The Pieman River is best seen from aboard the Arcadia II, the world’s last-surviving Huon pine-built pleasure boat, which cruises downstream each day from Corinna to the river mouth at Pieman Heads. Built in 1939, the 17m cruiser – once a World War II navy supply ship – has been operating as a tourist boat on the Pieman River since 1970.

Shielded from wind by the forest, the Pieman River is often a mirror reflection of the world around it – trees, sky, an occasional white-bellied sea eagle – providing a meditative setting in contrast to the wild scenes ahead at Pieman Heads.

Tasmania’s west coast is one of the fiercest stretches of shoreline in Australia; the highest waves ever recorded in the country (19m) were here, and supply ships trying to enter the Pieman River in the 19th Century were regularly torn apart.

The Southern Ocean roars ashore at Pieman Heads, smashing into the well-named Misery Rock and piling up sea foam and hundreds of logs on the beach. Wind scours the shore, pelting sand through the graveyard of ocean-polished wood.

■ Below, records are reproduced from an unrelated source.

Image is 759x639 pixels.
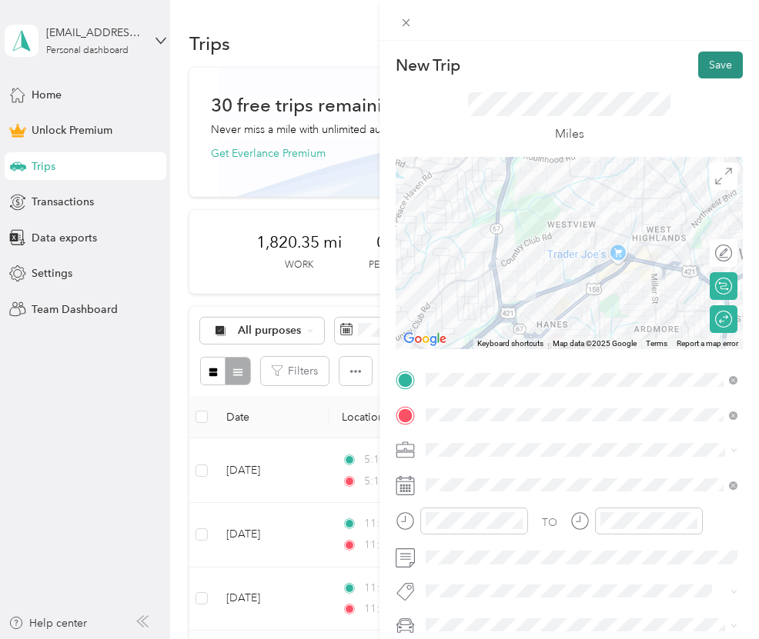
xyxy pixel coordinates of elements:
[396,55,460,76] p: New Trip
[673,553,759,639] iframe: Everlance-gr Chat Button Frame
[399,329,450,349] a: Open this area in Google Maps (opens a new window)
[555,125,584,144] p: Miles
[646,339,667,348] a: Terms (opens in new tab)
[698,52,743,78] button: Save
[676,339,738,348] a: Report a map error
[552,339,636,348] span: Map data ©2025 Google
[542,515,557,531] div: TO
[477,339,543,349] button: Keyboard shortcuts
[399,329,450,349] img: Google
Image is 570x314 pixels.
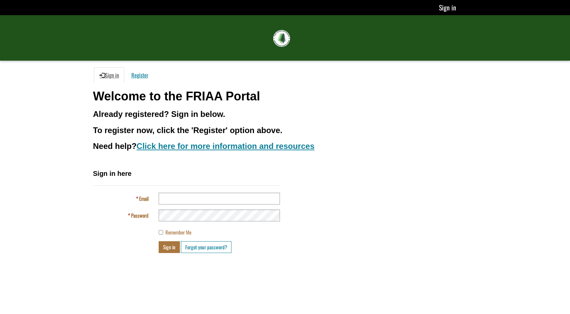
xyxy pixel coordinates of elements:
a: Sign in [94,67,124,83]
span: Sign in here [93,170,131,177]
h3: Already registered? Sign in below. [93,110,477,119]
h1: Welcome to the FRIAA Portal [93,90,477,103]
input: Remember Me [159,230,163,235]
span: Password [131,212,149,219]
h3: Need help? [93,142,477,151]
span: Remember Me [166,229,191,236]
a: Register [126,67,154,83]
a: Sign in [439,2,456,12]
button: Sign in [159,241,180,253]
a: Click here for more information and resources [137,142,315,151]
img: FRIAA Submissions Portal [273,30,290,47]
h3: To register now, click the 'Register' option above. [93,126,477,135]
span: Email [139,195,149,202]
a: Forgot your password? [181,241,232,253]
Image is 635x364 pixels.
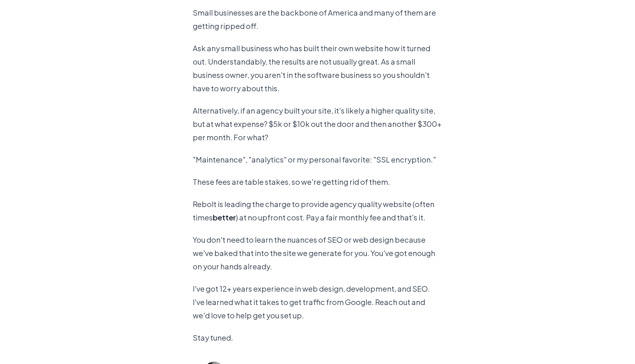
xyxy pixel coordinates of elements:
p: These fees are table stakes, so we're getting rid of them. [193,175,442,189]
p: Stay tuned. [193,331,442,345]
p: Alternatively, if an agency built your site, it's likely a higher quality site, but at what expen... [193,104,442,144]
p: Rebolt is leading the charge to provide agency quality website (often times ) at no upfront cost.... [193,197,442,224]
p: You don't need to learn the nuances of SEO or web design because we've baked that into the site w... [193,233,442,273]
p: Small businesses are the backbone of America and many of them are getting ripped off. [193,6,442,33]
p: I've got 12+ years experience in web design, development, and SEO. I've learned what it takes to ... [193,282,442,322]
strong: better [213,213,236,222]
p: "Maintenance", "analytics" or my personal favorite: "SSL encryption." [193,153,442,166]
p: Ask any small business who has built their own website how it turned out. Understandably, the res... [193,41,442,95]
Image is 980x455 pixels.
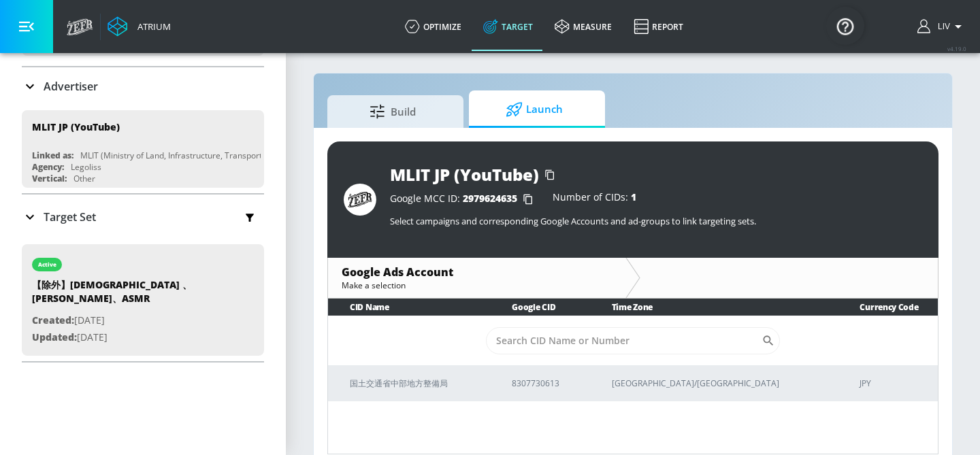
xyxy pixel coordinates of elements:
p: Target Set [43,209,96,225]
th: Time Zone [590,299,838,315]
p: [DATE] [32,329,223,346]
div: MLIT (Ministry of Land, Infrastructure, Transport and Tourism) [80,149,315,161]
span: v 4.19.0 [947,45,967,53]
p: [DATE] [32,312,223,329]
div: active【除外】[DEMOGRAPHIC_DATA] 、[PERSON_NAME]、ASMRCreated:[DATE]Updated:[DATE] [22,244,264,356]
div: Make a selection [341,280,612,291]
p: [GEOGRAPHIC_DATA]/[GEOGRAPHIC_DATA] [612,376,827,391]
div: MLIT JP (YouTube)Linked as:MLIT (Ministry of Land, Infrastructure, Transport and Tourism)Agency:L... [22,110,264,188]
p: Select campaigns and corresponding Google Accounts and ad-groups to link targeting sets. [390,215,922,227]
div: Legoliss [71,161,101,173]
div: Other [73,173,95,184]
a: optimize [394,2,472,51]
div: Advertiser [22,68,264,105]
span: Updated: [32,331,77,343]
a: measure [543,2,623,51]
th: Google CID [490,299,589,315]
input: Search CID Name or Number [486,327,761,354]
button: Open Resource Center [826,7,864,45]
div: Linked as: [32,149,73,161]
th: Currency Code [838,299,938,315]
div: Agency: [32,161,64,173]
span: 2979624635 [462,192,518,204]
span: Build [341,95,444,128]
a: Atrium [108,17,171,37]
div: Vertical: [32,173,67,184]
div: Target Set [22,194,264,240]
div: MLIT JP (YouTube) [32,120,120,134]
p: 8307730613 [512,376,578,391]
div: Google Ads AccountMake a selection [328,258,625,298]
a: Target [472,2,543,51]
span: login as: liv.ho@zefr.com [932,22,950,31]
th: CID Name [328,299,490,315]
p: Advertiser [43,79,98,94]
div: Search CID Name or Number [486,327,780,354]
div: MLIT JP (YouTube) [390,163,539,185]
div: 【除外】[DEMOGRAPHIC_DATA] 、[PERSON_NAME]、ASMR [32,278,223,312]
div: Atrium [132,20,171,33]
div: Google MCC ID: [390,193,539,206]
p: JPY [860,376,927,391]
div: active [38,261,57,268]
div: Number of CIDs: [553,193,636,206]
span: Created: [32,314,74,326]
button: Liv [917,18,967,35]
div: Google Ads Account [341,265,612,280]
span: 1 [631,190,636,204]
a: Report [623,2,694,51]
span: Launch [482,94,586,126]
p: 国土交通省中部地方整備局 [350,376,479,391]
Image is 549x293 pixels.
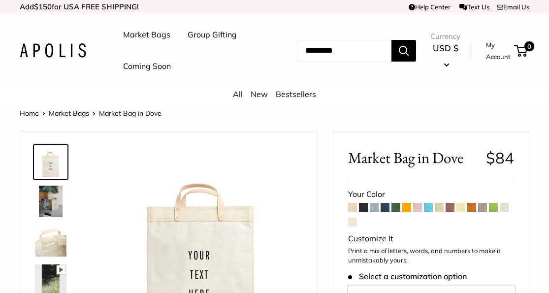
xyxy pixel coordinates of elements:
[33,184,68,219] a: Market Bag in Dove
[430,40,460,72] button: USD $
[348,149,478,167] span: Market Bag in Dove
[433,43,458,53] span: USD $
[20,107,161,120] nav: Breadcrumb
[123,28,170,42] a: Market Bags
[33,223,68,258] a: Market Bag in Dove
[497,3,529,11] a: Email Us
[486,148,514,167] span: $84
[348,272,467,281] span: Select a customization option
[250,89,268,99] a: New
[430,30,460,43] span: Currency
[408,3,450,11] a: Help Center
[348,187,514,202] div: Your Color
[348,246,514,265] p: Print a mix of letters, words, and numbers to make it unmistakably yours.
[276,89,316,99] a: Bestsellers
[20,43,86,58] img: Apolis
[297,40,391,62] input: Search...
[459,3,489,11] a: Text Us
[99,109,161,118] span: Market Bag in Dove
[35,146,66,178] img: Market Bag in Dove
[188,28,237,42] a: Group Gifting
[35,186,66,217] img: Market Bag in Dove
[515,45,527,57] a: 0
[233,89,243,99] a: All
[524,41,534,51] span: 0
[486,39,510,63] a: My Account
[33,144,68,180] a: Market Bag in Dove
[49,109,89,118] a: Market Bags
[35,225,66,256] img: Market Bag in Dove
[348,231,514,246] div: Customize It
[123,59,171,74] a: Coming Soon
[20,109,39,118] a: Home
[34,2,52,11] span: $150
[391,40,416,62] button: Search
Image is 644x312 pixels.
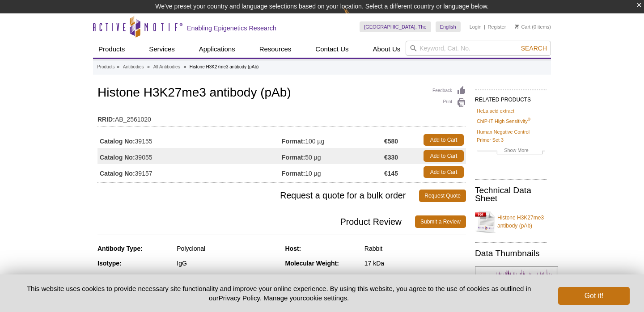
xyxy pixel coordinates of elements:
h2: RELATED PRODUCTS [475,89,547,105]
div: Polyclonal [177,244,278,252]
strong: Catalog No: [100,137,135,145]
a: Add to Cart [423,134,463,146]
button: cookie settings [303,294,347,301]
a: All Antibodies [153,63,180,71]
div: Protein A Chromatography [177,274,278,282]
a: Print [432,98,466,107]
a: [GEOGRAPHIC_DATA], The [359,21,431,32]
td: 50 µg [282,148,384,164]
a: Histone H3K27me3 antibody (pAb) [475,208,547,235]
a: Privacy Policy [218,294,260,301]
strong: Catalog No: [100,153,135,161]
sup: ® [527,118,531,122]
a: Applications [194,41,241,58]
a: Feedback [432,86,466,96]
td: 39155 [97,132,282,148]
div: Rabbit [364,244,466,252]
h2: Enabling Epigenetics Research [187,24,276,32]
li: (0 items) [515,21,551,32]
div: Human, Mouse, Wide Range Predicted [364,274,466,290]
a: Add to Cart [423,150,463,162]
button: Search [518,44,549,52]
strong: Host: [285,245,302,252]
img: Histone H3K27me3 antibody (pAb) tested by ChIP-Seq. [475,266,558,309]
td: AB_2561020 [97,110,466,124]
a: Resources [254,41,297,58]
td: 10 µg [282,164,384,180]
a: Human Negative Control Primer Set 3 [476,128,544,144]
strong: Isotype: [97,259,122,267]
li: » [117,64,119,69]
button: Got it! [558,287,630,305]
td: 100 µg [282,132,384,148]
a: Services [144,41,180,58]
strong: Molecular Weight: [285,259,339,267]
strong: €330 [384,153,398,161]
a: Login [470,24,482,30]
h1: Histone H3K27me3 antibody (pAb) [97,86,466,101]
span: Product Review [97,215,415,228]
span: Search [521,45,547,52]
img: Change Here [344,7,367,28]
strong: Antibody Type: [97,245,143,252]
li: Histone H3K27me3 antibody (pAb) [190,64,259,69]
div: IgG [177,259,278,267]
a: About Us [368,41,406,58]
p: This website uses cookies to provide necessary site functionality and improve your online experie... [14,284,543,302]
strong: Format: [282,169,305,177]
a: Products [97,63,114,71]
a: Contact Us [310,41,354,58]
div: 17 kDa [364,259,466,267]
a: HeLa acid extract [476,107,514,115]
strong: RRID: [97,115,115,123]
strong: Format: [282,153,305,161]
img: Your Cart [515,24,519,29]
li: » [183,64,186,69]
h2: Technical Data Sheet [475,187,547,202]
td: 39055 [97,148,282,164]
a: Request Quote [419,189,466,202]
a: Products [93,41,130,58]
h2: Data Thumbnails [475,249,547,257]
input: Keyword, Cat. No. [406,41,551,56]
li: » [147,64,150,69]
a: ChIP-IT High Sensitivity® [476,117,530,125]
strong: Format: [282,137,305,145]
li: | [484,21,485,32]
a: Submit a Review [415,215,466,228]
td: 39157 [97,164,282,180]
a: Show More [476,146,544,157]
span: Request a quote for a bulk order [97,189,419,202]
a: Antibodies [123,63,144,71]
strong: Catalog No: [100,169,135,177]
a: Add to Cart [423,166,463,178]
strong: €580 [384,137,398,145]
a: Cart [515,24,530,30]
strong: €145 [384,169,398,177]
a: Register [487,24,506,30]
a: English [436,21,461,32]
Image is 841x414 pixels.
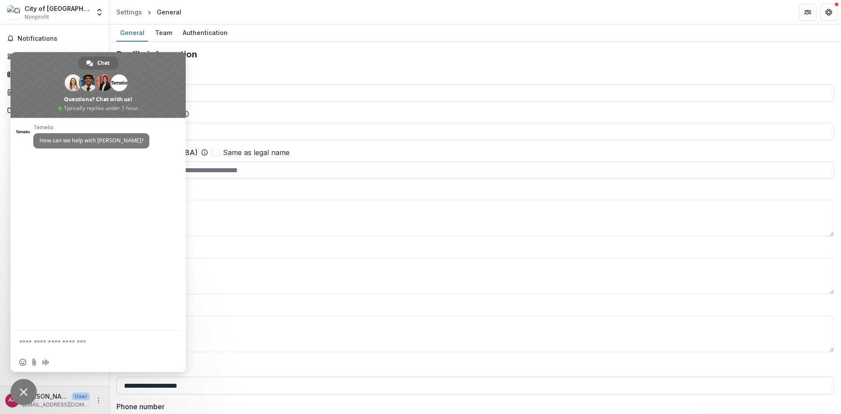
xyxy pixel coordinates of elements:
[7,5,21,19] img: City of Port Coquitlam
[4,67,106,81] a: Tasks
[72,392,90,400] p: User
[31,359,38,366] span: Send a file
[93,4,106,21] button: Open entity switcher
[116,363,828,373] label: Website
[23,391,68,401] p: [PERSON_NAME] [PERSON_NAME]
[799,4,816,21] button: Partners
[25,13,49,21] span: Nonprofit
[116,49,834,60] h2: Profile information
[151,25,176,42] a: Team
[11,379,37,405] a: Close chat
[116,25,148,42] a: General
[116,186,828,196] label: Description
[179,26,231,39] div: Authentication
[18,35,102,42] span: Notifications
[820,4,837,21] button: Get Help
[151,26,176,39] div: Team
[18,52,99,61] div: Dashboard
[116,401,828,412] label: Phone number
[97,56,109,70] span: Chat
[33,124,149,130] span: Temelio
[116,243,828,254] label: Mission
[157,7,181,17] div: General
[93,395,104,405] button: More
[23,401,90,409] p: [EMAIL_ADDRESS][DOMAIN_NAME]
[4,49,106,63] a: Dashboard
[223,147,289,158] span: Same as legal name
[4,32,106,46] button: Notifications
[25,4,90,13] div: City of [GEOGRAPHIC_DATA]
[78,56,118,70] a: Chat
[116,7,142,17] div: Settings
[116,301,828,312] label: Vision
[4,85,106,99] a: Proposals
[19,331,159,352] textarea: Compose your message...
[113,6,185,18] nav: breadcrumb
[19,359,26,366] span: Insert an emoji
[42,359,49,366] span: Audio message
[8,397,16,403] div: Ajai Varghese Alex
[39,137,143,144] span: How can we help with [PERSON_NAME]?
[4,103,106,117] a: Documents
[116,26,148,39] div: General
[179,25,231,42] a: Authentication
[113,6,145,18] a: Settings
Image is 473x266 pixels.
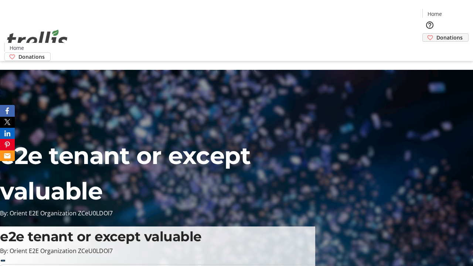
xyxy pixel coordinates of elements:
a: Donations [422,33,469,42]
span: Home [428,10,442,18]
a: Home [5,44,28,52]
button: Cart [422,42,437,57]
a: Home [423,10,446,18]
span: Donations [436,34,463,41]
a: Donations [4,52,51,61]
img: Orient E2E Organization ZCeU0LDOI7's Logo [4,21,70,58]
button: Help [422,18,437,33]
span: Home [10,44,24,52]
span: Donations [18,53,45,61]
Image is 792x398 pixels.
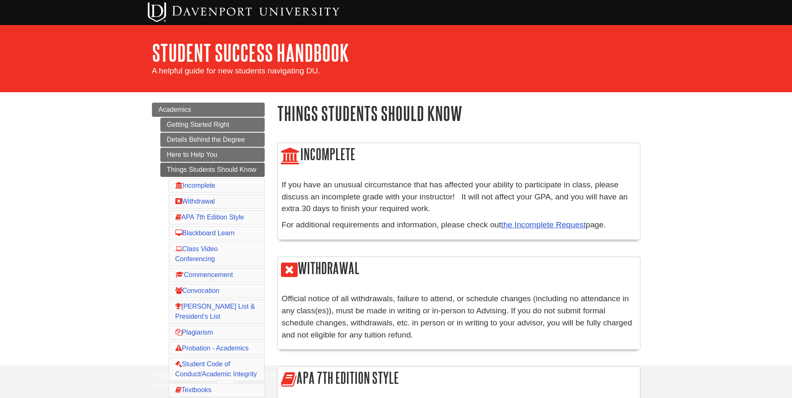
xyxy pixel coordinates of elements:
span: A helpful guide for new students navigating DU. [152,66,320,75]
h2: APA 7th Edition Style [278,367,640,391]
a: Student Code of Conduct/Academic Integrity [175,361,257,378]
a: Convocation [175,287,220,294]
h1: Things Students Should Know [277,103,641,124]
a: Incomplete [175,182,216,189]
a: APA 7th Edition Style [175,214,244,221]
a: Class Video Conferencing [175,246,218,263]
a: Withdrawal [175,198,215,205]
h2: Withdrawal [278,257,640,281]
a: Textbooks [175,387,212,394]
a: Here to Help You [160,148,265,162]
p: If you have an unusual circumstance that has affected your ability to participate in class, pleas... [282,179,636,215]
a: Academics [152,103,265,117]
a: Blackboard Learn [175,230,235,237]
p: For additional requirements and information, please check out page. [282,219,636,231]
a: Details Behind the Degree [160,133,265,147]
a: the Incomplete Request [501,221,586,229]
a: Probation - Academics [175,345,249,352]
p: Official notice of all withdrawals, failure to attend, or schedule changes (including no attendan... [282,293,636,341]
h2: Incomplete [278,143,640,167]
span: Academics [159,106,191,113]
a: Getting Started Right [160,118,265,132]
a: Things Students Should Know [160,163,265,177]
img: Davenport University [148,2,340,22]
a: Plagiarism [175,329,213,336]
a: Commencement [175,271,233,279]
a: Student Success Handbook [152,40,349,66]
a: [PERSON_NAME] List & President's List [175,303,255,320]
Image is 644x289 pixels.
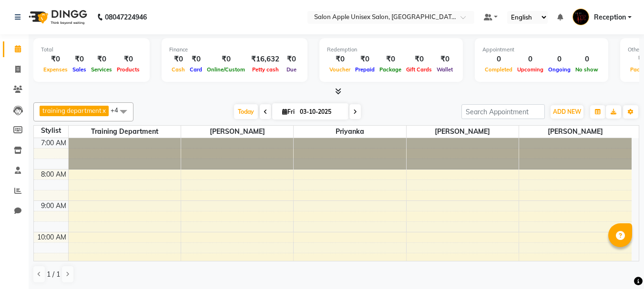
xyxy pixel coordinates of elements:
[69,126,180,138] span: training department
[89,66,115,73] span: Services
[550,105,583,118] button: ADD NEW
[89,54,115,65] div: ₹0
[573,54,601,65] div: 0
[204,66,247,73] span: Online/Custom
[283,54,300,65] div: ₹0
[482,66,515,73] span: Completed
[482,46,601,54] div: Appointment
[39,138,68,148] div: 7:00 AM
[181,126,293,138] span: [PERSON_NAME]
[573,66,601,73] span: No show
[41,66,70,73] span: Expenses
[434,54,455,65] div: ₹0
[546,66,573,73] span: Ongoing
[247,54,283,65] div: ₹16,632
[111,106,125,114] span: +4
[404,54,434,65] div: ₹0
[604,251,634,279] iframe: chat widget
[327,54,353,65] div: ₹0
[280,108,297,115] span: Fri
[39,169,68,180] div: 8:00 AM
[515,66,546,73] span: Upcoming
[34,126,68,135] div: Stylist
[169,66,187,73] span: Cash
[353,54,377,65] div: ₹0
[573,8,589,26] img: Reception
[377,66,404,73] span: Package
[546,54,573,65] div: 0
[407,126,519,138] span: [PERSON_NAME]
[187,66,204,73] span: Card
[47,270,60,279] span: 1 / 1
[187,54,204,65] div: ₹0
[41,54,70,65] div: ₹0
[434,66,455,73] span: Wallet
[115,66,142,73] span: Products
[35,232,68,243] div: 10:00 AM
[39,201,68,211] div: 9:00 AM
[553,108,581,115] span: ADD NEW
[482,54,515,65] div: 0
[377,54,404,65] div: ₹0
[204,54,247,65] div: ₹0
[327,66,353,73] span: Voucher
[284,66,299,73] span: Due
[404,66,434,73] span: Gift Cards
[115,54,142,65] div: ₹0
[105,4,147,31] b: 08047224946
[519,126,632,138] span: [PERSON_NAME]
[169,46,300,54] div: Finance
[41,46,142,54] div: Total
[515,54,546,65] div: 0
[294,126,406,138] span: priyanka
[250,66,281,73] span: Petty cash
[102,107,106,114] a: x
[70,54,89,65] div: ₹0
[70,66,89,73] span: Sales
[594,12,626,22] span: Reception
[297,105,344,119] input: 2025-10-03
[43,107,102,114] span: training department
[24,4,90,31] img: logo
[353,66,377,73] span: Prepaid
[461,104,545,119] input: Search Appointment
[169,54,187,65] div: ₹0
[234,104,258,119] span: Today
[327,46,455,54] div: Redemption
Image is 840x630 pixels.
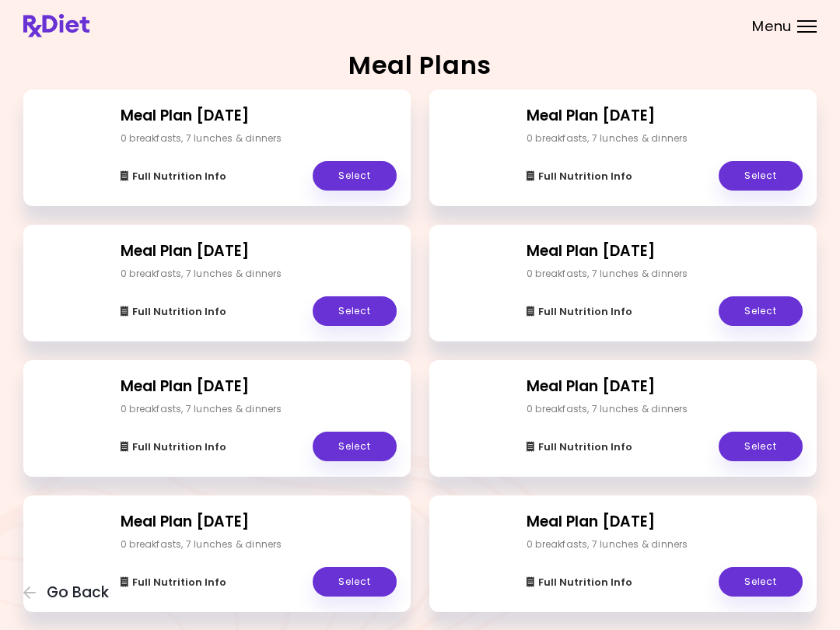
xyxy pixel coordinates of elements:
div: 0 breakfasts , 7 lunches & dinners [526,538,688,551]
span: Go Back [47,584,109,602]
span: Menu [753,19,792,34]
button: Full Nutrition Info - Meal Plan 6/13/2025 [121,573,226,592]
h2: Meal Plan [DATE] [526,376,803,398]
div: 0 breakfasts , 7 lunches & dinners [121,267,283,281]
button: Go Back [23,584,117,602]
a: Select - Meal Plan 7/8/2025 [719,297,803,326]
button: Full Nutrition Info - Meal Plan 8/6/2025 [121,167,226,186]
img: RxDiet [23,14,89,37]
span: Full Nutrition Info [538,577,632,589]
button: Full Nutrition Info - Meal Plan 7/18/2025 [121,303,226,322]
a: Select - Meal Plan 8/6/2025 [313,161,397,191]
div: 0 breakfasts , 7 lunches & dinners [121,538,283,551]
button: Full Nutrition Info - Meal Plan 6/23/2025 [526,438,632,457]
span: Full Nutrition Info [538,306,632,318]
span: Full Nutrition Info [132,171,226,183]
h2: Meal Plan [DATE] [121,376,397,398]
h2: Meal Plan [DATE] [121,512,397,534]
a: Select - Meal Plan 7/28/2025 [719,161,803,191]
span: Full Nutrition Info [538,171,632,183]
a: Select - Meal Plan 6/23/2025 [719,432,803,461]
a: Select - Meal Plan 7/18/2025 [313,297,397,326]
a: Select - Meal Plan 6/13/2025 [313,567,397,596]
span: Full Nutrition Info [132,441,226,453]
div: 0 breakfasts , 7 lunches & dinners [526,402,688,416]
span: Full Nutrition Info [132,306,226,318]
div: 0 breakfasts , 7 lunches & dinners [526,267,688,281]
h2: Meal Plan [DATE] [526,512,803,534]
button: Full Nutrition Info - Meal Plan 7/1/2025 [121,438,226,457]
h2: Meal Plans [349,53,492,78]
button: Full Nutrition Info - Meal Plan 6/6/2025 [526,573,632,592]
h2: Meal Plan [DATE] [121,240,397,263]
a: Select - Meal Plan 7/1/2025 [313,432,397,461]
h2: Meal Plan [DATE] [526,105,803,127]
h2: Meal Plan [DATE] [526,240,803,263]
a: Select - Meal Plan 6/6/2025 [719,567,803,596]
button: Full Nutrition Info - Meal Plan 7/28/2025 [526,167,632,186]
h2: Meal Plan [DATE] [121,105,397,127]
button: Full Nutrition Info - Meal Plan 7/8/2025 [526,303,632,322]
span: Full Nutrition Info [132,577,226,589]
div: 0 breakfasts , 7 lunches & dinners [526,132,688,146]
div: 0 breakfasts , 7 lunches & dinners [121,402,283,416]
div: 0 breakfasts , 7 lunches & dinners [121,132,283,146]
span: Full Nutrition Info [538,441,632,453]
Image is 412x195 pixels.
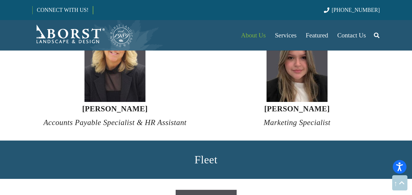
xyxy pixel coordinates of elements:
a: Featured [301,20,333,51]
h2: Fleet [32,152,380,168]
a: [PHONE_NUMBER] [324,7,380,13]
a: CONNECT WITH US! [33,3,93,17]
em: Accounts Payable Specialist & HR Assistant [43,119,186,127]
a: Back to top [392,176,407,191]
span: About Us [241,32,266,39]
em: Marketing Specialist [263,119,330,127]
a: Search [371,28,383,43]
span: Contact Us [337,32,366,39]
a: Services [270,20,301,51]
span: Featured [306,32,328,39]
a: Borst-Logo [32,23,134,48]
a: Contact Us [333,20,371,51]
span: [PHONE_NUMBER] [332,7,380,13]
a: About Us [236,20,270,51]
strong: [PERSON_NAME] [264,105,330,113]
strong: [PERSON_NAME] [82,105,148,113]
span: Services [275,32,296,39]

Back in Corinna, the drive north on the Western Explorer threads through the rainforest for 10km, providing glimpses into fairy-tale scenes of ferny glades and mosses as lush as lawn. As the road leaves the forest, it enters another of Tasmania’s signature scenes – buttongrass moorland – where traces of the Tarkine’s human history remain in the remnants of a water race built to power hydraulic gold sluices in the late 19th Century. Look behind, at the forest that covers almost 7% of Tasmania, and there is now only green where once there was gold.